UN agencies were due to hold emergency talks in Pemba to coordinate the evacuation and humanitarian aid for the new arrivals.
The defence ministry said late Sunday that the security forces have “reinforced their operational strategy to contain the criminal attacks of terrorists and restore normality in Palma, having carried out operational actions focused primarily on the rescue of hundreds of citizens in the last three days.”
The provincial capital Pemba is already packed with hundreds of thousands of other people displaced by the Islamist insurgency, which has uprooted nearly 700,000 from their homes across the vast province.
‘Shot while fleeing’
The armed attackers fired on civilians in their homes and on the streets “as they tried to flee for their lives”, according to Human Rights Watch.
The violent, calculated raid broke a three-month hiatus in Islamist attacks widely attributed to counter-insurgency tactics and the rainy season from January through March.

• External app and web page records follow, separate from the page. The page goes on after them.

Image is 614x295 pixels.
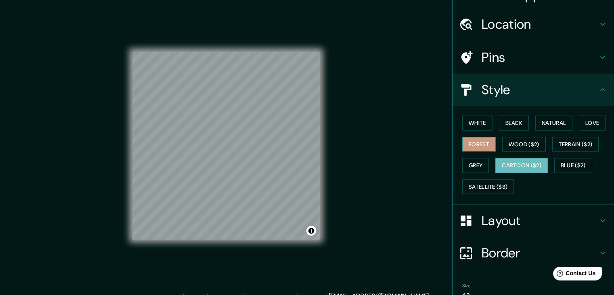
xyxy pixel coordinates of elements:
label: Size [463,282,471,289]
div: Border [453,237,614,269]
button: Satellite ($3) [463,179,514,194]
div: Layout [453,204,614,237]
button: Grey [463,158,489,173]
h4: Layout [482,212,598,229]
button: Black [499,116,530,130]
div: Pins [453,41,614,74]
div: Location [453,8,614,40]
h4: Border [482,245,598,261]
button: Natural [536,116,573,130]
button: Forest [463,137,496,152]
h4: Style [482,82,598,98]
button: Terrain ($2) [553,137,600,152]
canvas: Map [133,52,320,240]
div: Style [453,74,614,106]
h4: Pins [482,49,598,65]
button: Cartoon ($2) [496,158,548,173]
button: White [463,116,493,130]
button: Blue ($2) [555,158,593,173]
button: Wood ($2) [503,137,546,152]
iframe: Help widget launcher [543,263,606,286]
h4: Location [482,16,598,32]
button: Love [579,116,606,130]
button: Toggle attribution [307,226,316,236]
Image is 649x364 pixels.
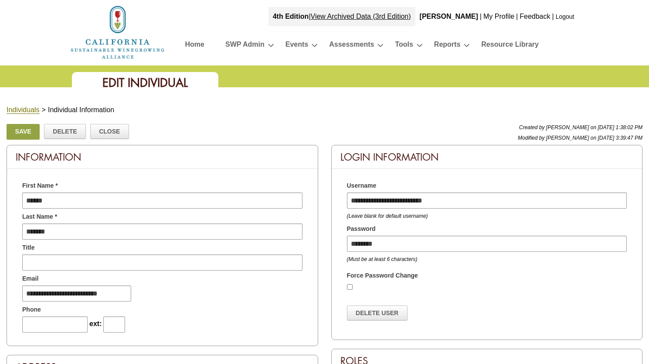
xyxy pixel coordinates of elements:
[520,13,550,20] a: Feedback
[48,106,114,113] span: Individual Information
[44,124,86,139] a: Delete
[347,224,376,233] span: Password
[481,38,539,54] a: Resource Library
[395,38,413,54] a: Tools
[556,13,575,20] a: Logout
[347,271,418,280] label: Force Password Change
[225,38,265,54] a: SWP Admin
[102,75,188,90] span: Edit Individual
[22,243,35,252] span: Title
[7,106,40,114] a: Individuals
[22,305,41,314] span: Phone
[347,181,377,190] span: Username
[434,38,460,54] a: Reports
[70,4,166,60] img: logo_cswa2x.png
[286,38,308,54] a: Events
[552,7,555,26] div: |
[22,212,57,221] span: Last Name *
[515,7,519,26] div: |
[7,145,318,169] div: Information
[70,28,166,35] a: Home
[90,124,129,139] a: Close
[420,13,478,20] b: [PERSON_NAME]
[484,13,515,20] a: My Profile
[89,320,102,327] span: ext:
[7,124,40,140] a: Save
[332,145,643,169] div: Login Information
[479,7,483,26] div: |
[329,38,374,54] a: Assessments
[273,13,309,20] strong: 4th Edition
[347,255,418,263] div: (Must be at least 6 characters)
[518,124,643,141] span: Created by [PERSON_NAME] on [DATE] 1:38:02 PM Modified by [PERSON_NAME] on [DATE] 3:39:47 PM
[347,212,428,220] div: (Leave blank for default username)
[347,305,408,320] a: Delete User
[22,181,58,190] span: First Name *
[185,38,204,54] a: Home
[22,274,38,283] span: Email
[42,106,46,113] span: >
[269,7,416,26] div: |
[311,13,411,20] a: View Archived Data (3rd Edition)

Although the extremist fighters launched their campaign in 2017, experts say they had begun mobilising a decade earlier as disgruntled youths starting to practise a different type of Islam, drinking alcohol and entering mosques dressed in shorts and shoes.
The violence has now taken root and claimed at least 2,600 lives, half of them civilians, according to the US-based data-collecting agency Armed Conflict Location and Event Data (ACLED).
“We are extremely concerned about the impact that this new outbreak of violence is having on already very vulnerable people who have been affected by years of conflict,” said medical charity MSF.